What you are asked to do – Find "Find the location" below and begin at its line; stop after the line with "has height=368, width=588.". Output those lines exactly, without pictures.

Working data –
╔══

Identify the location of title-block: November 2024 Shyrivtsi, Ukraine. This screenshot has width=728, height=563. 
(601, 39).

╚══
╔══

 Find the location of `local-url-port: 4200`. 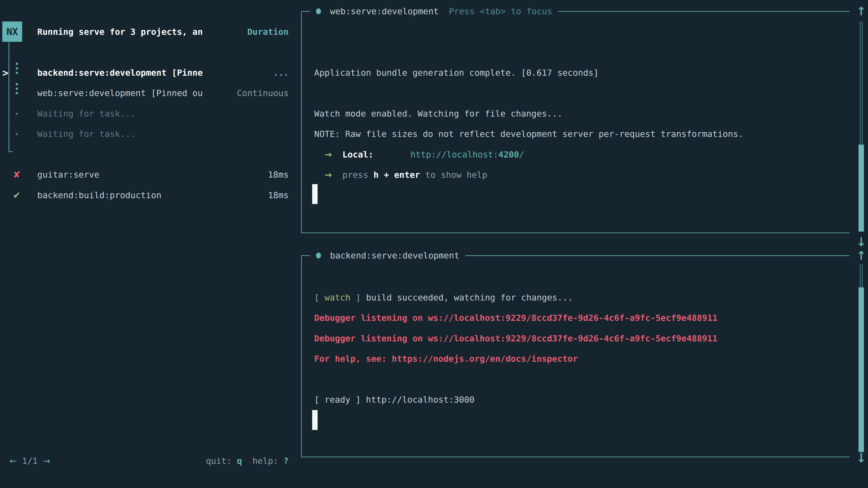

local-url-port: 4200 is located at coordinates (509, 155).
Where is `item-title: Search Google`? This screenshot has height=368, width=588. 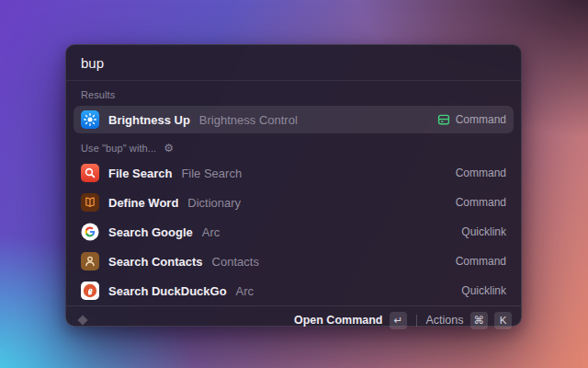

╚══
╔══

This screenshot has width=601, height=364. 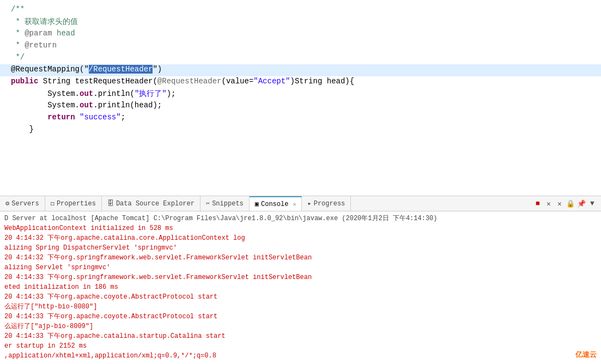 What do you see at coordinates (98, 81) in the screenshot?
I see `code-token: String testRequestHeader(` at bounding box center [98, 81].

╚══

Solution to the problem –
 Find the location of `local-url-port: 4200`. 

local-url-port: 4200 is located at coordinates (509, 155).
Where is `item-title: Search Google`? This screenshot has height=368, width=588. 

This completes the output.